Reputation: 977
I have written a small java code with getRuntime() API to copy files from One directory to another, it it failing, I am not able to understand why? When I run the command from shell it runs fine, can anyone, please let me know the mistake I am doing
private static void copyFilesLinux(String strSource, String strDestination) {
String s;
Process p;
try {
// cp -R "/tmp/S1/"* "/tmp/D1/"
p = Runtime.getRuntime().exec(
"cp -R '" + strSource + "/'* '" + strDestination + "/'");
System.out.println("cp -R \"" + strSource + "/\"* \"" + strDestination + "/\"");
System.out.println("cp -R '" + strSource + "/'* '" + strDestination + "/'");
System.out.println(p.toString());
BufferedReader br = new BufferedReader(new InputStreamReader(
p.getInputStream()));
while ((s = br.readLine()) != null)
System.out.println("line: " + s);
p.waitFor();
System.out.println("exit: " + p.exitValue());
p.destroy();
}
catch (InterruptedException iex) {
iex.printStackTrace();
}
catch (IOException iox) {
iox.printStackTrace();
}
catch (Exception e) {
e.printStackTrace();
}
}
Output:
cp -R "/tmp/S1/"* "/tmp/D1/"
cp -R '/tmp/S1/'* '/tmp/D1/'
java.lang.UNIXProcess@525483cd
exit: 1
Upvotes: 4
Views: 8447
Reputation: 21
It worked for me with following code.
public static void main(String []args) throws Exception{
String s;
Process p;
try {
String b[] = new String[4];
b[0] = "cp";
b[1] = "-R";
b[2] = "HelloWorld.java";
b[3] = "abc.java";
p = Runtime.getRuntime().exec(b);
BufferedReader br = new BufferedReader(
new InputStreamReader(p.getInputStream()));
while ((s = br.readLine()) != null)
System.out.println("line: " + s);
p.waitFor();
System.out.println ("exit: " + p.exitValue());
p.destroy();
} catch (Exception e) {}
}
}
Create a String[]
of commands and pass the commands in that.
Upvotes: 1
Reputation: 977
It works with the below code,
String[] b = new String[] {"bash", "-c", "cp -R \"" + strSource + "/\"* \"" + strDestination + "/\""};
p = Runtime.getRuntime().exec(b);
I googled it and found the link
http://www.coderanch.com/t/423573/java/java/Passing-wilcard-Runtime-exec-command
Upvotes: 4
Reputation: 86353
When you use any variation of Runtime.exec()
, the binary is called directly, rather than through a shell.

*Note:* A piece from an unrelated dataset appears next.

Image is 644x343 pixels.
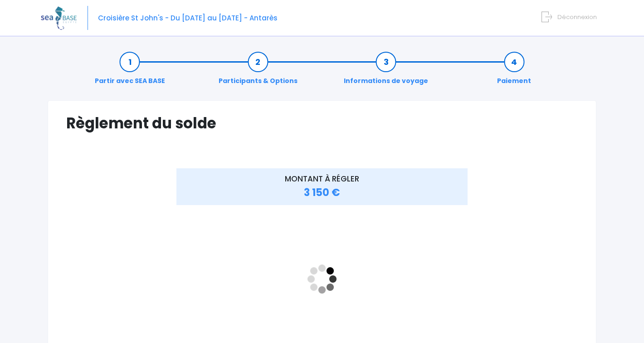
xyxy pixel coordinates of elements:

That means that wildcards are not supported, because there is no shell to expand them.
I would suggest using Java code to copy your files - it would be far more portable and much safer. Barring that, you can use a shell binary to execute your command via its -c
option.
Upvotes: 2
Reputation: 2748
You can do that using standard java api unless you have really a need to execute system commands.